MR. BURTON: We did have a sense that that’s what they were going to do. But if you look at what the President said on Friday night, he respects the right of anybody — Democrat, Republican, independent — to disagree with his opinion on this. That’s one of the other fundamental rights written into the DNA of our Constitution.
Senator Reid is a fiercely independent individual; it’s one of his strengths as a leader of the Democratic Party. So the President feels completely fine that he might disagree.
But wait a minute – didn’t the president clarify his remarks, so that he took no position on the location of the mosque?

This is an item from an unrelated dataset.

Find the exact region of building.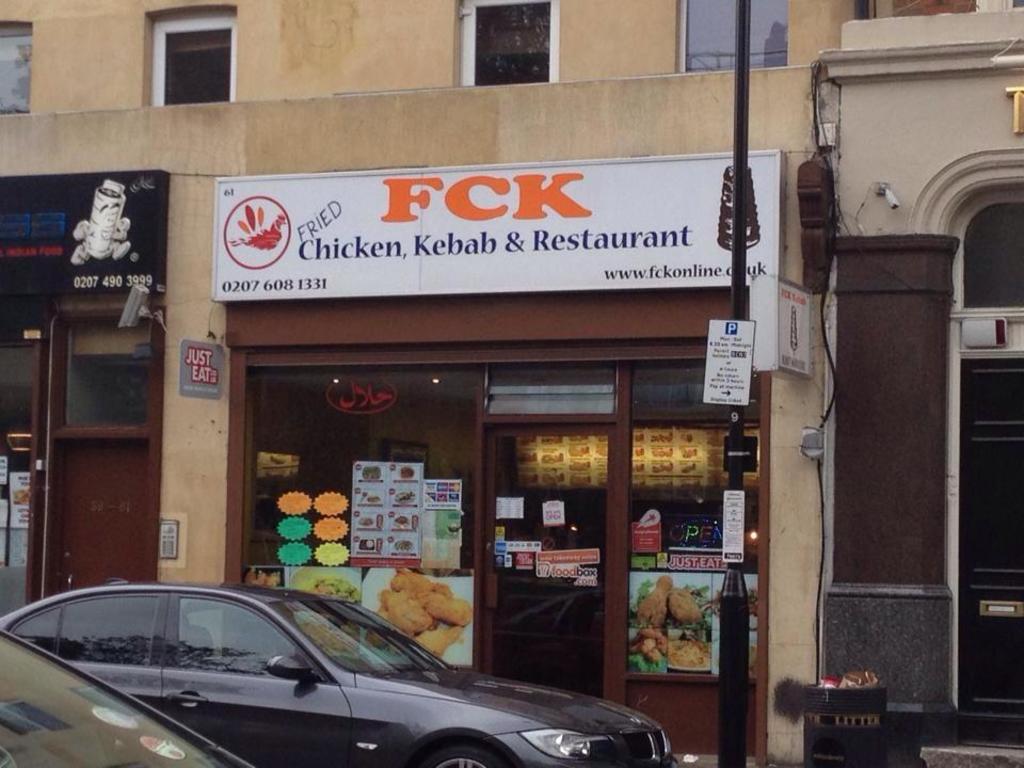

Burton was asked whether he, in fact, viewed the president and Reid as disagreeing:
MR. BURTON: Well, the statements are different. What the President said was that he thinks that there’s a fundamental right for individuals and groups to be treated equally. But the President, like he said on Saturday, didn’t comment specifically on whether or not he was pushing for the site to actually to be put in that spot. Senator Reid’s comment was he thinks that it shouldn’t be.
Q So it is a different statement. It’s a different statement — do they agree? Do they disagree?
MR. BURTON: I’ll leave it to the smart guys like you, Chuck, to decide whether or not that means disagreement or different statement or what’s up and what’s down. But it’s a different take on this issue.
Maybe Sarah Palin can figure this out.